Michael had one or more ProcessWire installations that were experiencing some lag due to the quantity of fields and/or templates (in the hundreds). He was getting a boot time upwards of 500ms, which is in the range where you'd feel it, making it feel slow. He experimented with WireCache and memcached for the field/template/fieldgroup data, but found that it didn't help. He narrowed in and identified the bottleneck to be the actual creation of the objects that represent fields, templates and fieldgroups.
The approach he came up with is kind of similar to how ProcessWire loads modules in that it doesn't create the actual Field, Template or Fieldgroup objects until something asks for them. It is a type of lazy load pattern, and it's a great idea in this context because it's rare that an individual request would need all of the templates and fields.
I worked with his ideas and code and adapted and integrated it into the core. I found that there are a few instances where the core loads all the fields and templates. For instance, if you have Repeaters or LanguageSupport installed, both of those iterate all of the fields during boot, which limited the benefits of lazy loading. So those parts were re-coded to be lazy-load friendly. There may still be more to cover, but I think the biggest culprits are taken care of.
What we've ended up with is quite a large commit (16 changed files, 1129 additions) with changes to the lowest level core classes and a few modules, and a great collaborative effort.
You won't notice the lazy loading aspect much until you get a lot of fields or templates. That's because ProcessWire is already quite fast at loading these things, even when it has to load them all. But even if you don't feel the difference, the boot process is still faster, even on small installations. And those little improvements can add up to large improvements when multiplied over hundreds or thousands of requests.
Large scale performance improvements
To test the difference at scale, I installed a blank copy of ProcessWire and automated the creation of 1000 fields, 1000 templates and 1000 fieldgroups, and randomly assigned fields to the templates/fieldgroups. Using last week's dev branch (prior to this update), below are what times were for a sample page (Admin > Setup page), using my 2017 iMac.

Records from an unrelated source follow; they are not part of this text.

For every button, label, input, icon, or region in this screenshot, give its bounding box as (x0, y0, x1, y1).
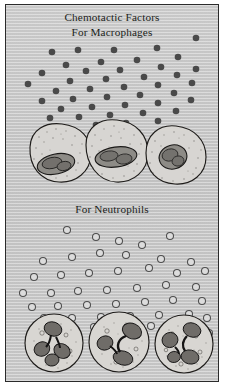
neutrophil-cell (89, 312, 149, 372)
cell-layer (6, 5, 219, 382)
neutrophil-cell (25, 314, 83, 372)
neutrophil-cell (155, 315, 213, 373)
figure-root: Chemotactic Factors For Macrophages For … (0, 0, 225, 389)
illustration-frame: Chemotactic Factors For Macrophages For … (5, 4, 219, 382)
macrophage-cell (86, 120, 148, 182)
macrophage-cell (146, 126, 206, 184)
macrophage-cell (30, 124, 91, 182)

All times are in seconds representing averages over 3 refreshes on an installation with 1000 fields, templates and fieldgroups.
Previous core, before any lazy loading added:
0.7160 all (full execution time)
0.6790 boot
0.6560 boot.load
0.5167 boot.load.fields
0.0537 boot.load.fieldgroups
0.0449 boot.load.templates
As you can see, when there are 1000 fields and templates, the boot time gets heavy and is well over half a second. This leads to full a execution time of over 700ms. Most of that boot time is the loading of fields, which is just about exactly half a second. Following the update, with lazy-loading enabled, here's the same test, on the same page:
New core with lazy-loading enabled:
0.1078 all (full execution time)
0.0820 boot
0.0598 boot.load
0.0062 boot.load.fields
0.0077 boot.load.fieldgroups
0.0062 boot.load.templates
Wow! As you can see, that's a pretty major difference in performance!

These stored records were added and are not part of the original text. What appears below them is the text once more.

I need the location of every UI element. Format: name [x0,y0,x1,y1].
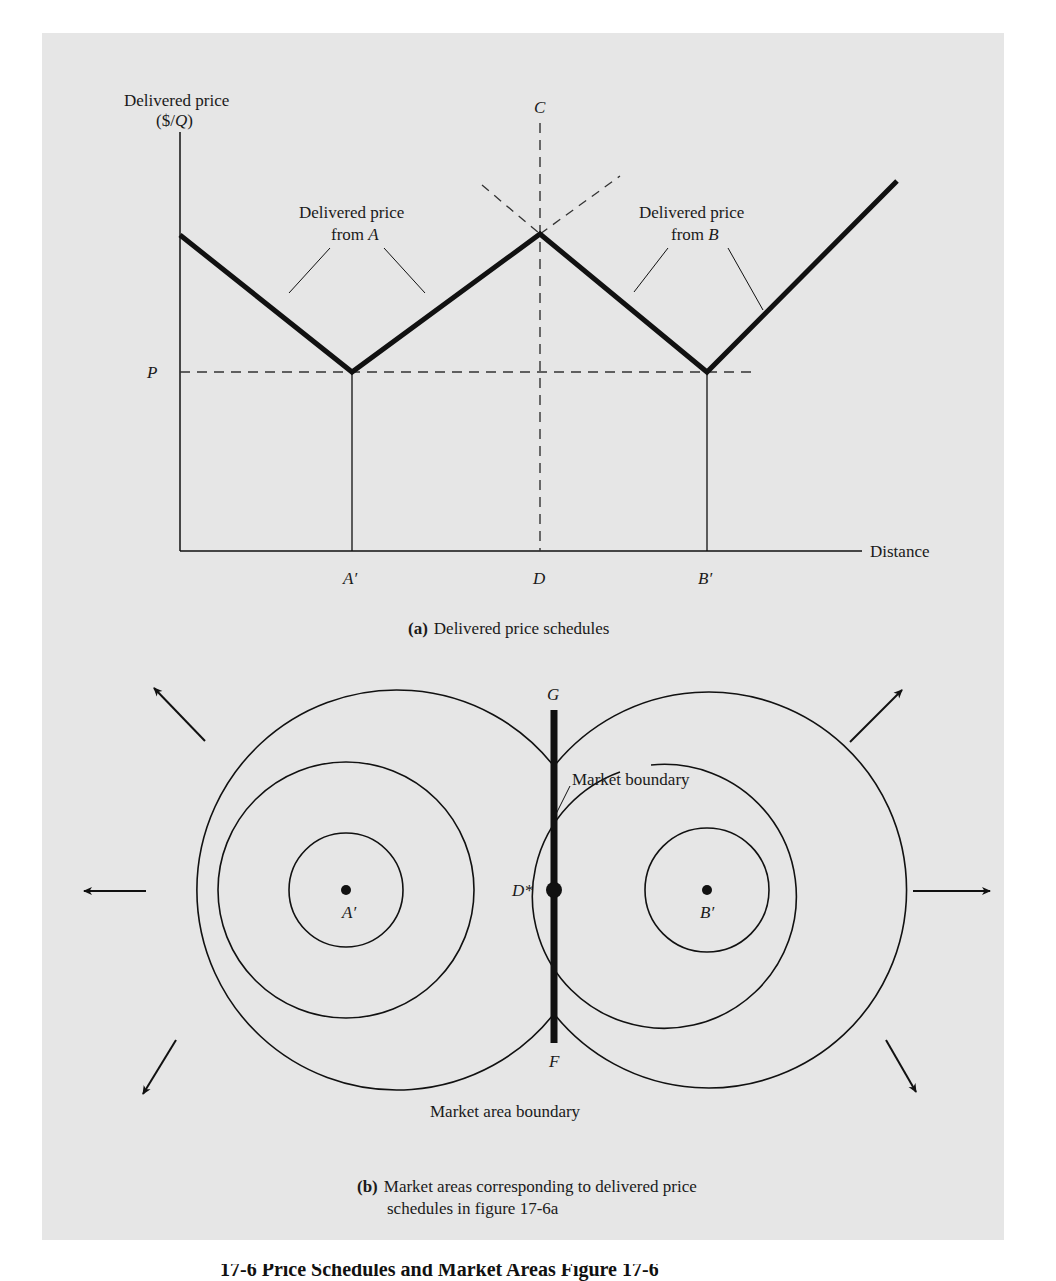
market-boundary-label: Market boundary [572,770,690,789]
price-level-label: P [146,363,157,382]
label-d-star: D* [511,881,533,900]
center-b-dot [702,885,712,895]
arrow-upper-left [154,688,205,741]
center-a-label: A′ [341,903,356,922]
center-a-dot [341,885,351,895]
market-area-b: B′ [532,692,906,1088]
arrow-lower-right [886,1040,916,1092]
label-f: F [548,1052,560,1071]
annotation-a-line1: Delivered price [299,203,404,222]
center-b-label: B′ [700,903,714,922]
market-area-a: A′ [197,690,553,1090]
delivered-price-schedule [180,181,897,372]
d-star-point [546,882,562,898]
annotation-a-leader-right [384,248,425,293]
annotation-b-leader-left [634,248,668,292]
y-axis-unit: ($/Q) [156,111,193,130]
annotation-b-line2: from B [671,225,719,244]
tick-b-prime: B′ [698,569,712,588]
extension-b-dashed [540,176,620,234]
point-c-label: C [534,98,546,117]
annotation-a-line2: from A [331,225,379,244]
panel-a: Delivered price ($/Q) Distance P C Deliv… [124,91,929,638]
arrow-lower-left [143,1040,176,1094]
y-axis-label: Delivered price [124,91,229,110]
tick-a-prime: A′ [342,569,357,588]
panel-b: A′ B′ G F D* Market boundary [84,685,990,1218]
market-boundary-leader [556,786,570,814]
market-area-boundary-label: Market area boundary [430,1102,581,1121]
annotation-b-leader-right [728,248,763,310]
arrow-upper-right [850,690,902,742]
extension-a-dashed [482,185,540,234]
x-axis-label: Distance [870,542,929,561]
annotation-a-leader-left [289,248,330,293]
caption-b-line2: schedules in figure 17-6a [387,1199,559,1218]
annotation-b-line1: Delivered price [639,203,744,222]
caption-b-line1: (b)Market areas corresponding to deliver… [357,1177,697,1196]
tick-d: D [532,569,546,588]
caption-a: (a)Delivered price schedules [408,619,609,638]
label-g: G [547,685,559,704]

Because a lot of other core updates were made related to this, you don't even need to have lazy loading enabled to see a great performance improvement. Below is what it looks like on the new core updates with lazy loading OFF, set by $config->useLazyLoading = false;
New core with lazy-loading disabled:
0.2547 all (full execution time)
0.1878 boot
0.1654 boot.load
0.0322 boot.load.fields
0.0547 boot.load.fieldgroups
0.0382 boot.load.templates
So while it is a lot faster with lazy loading enabled, even with lazy loading off, the core is still much much faster at this scale than it was a week ago. That's because the optimizations this week have gone beyond just lazy loading. When you get into something like this, it leads to other ideas of how to improve things, so that's what's been happening.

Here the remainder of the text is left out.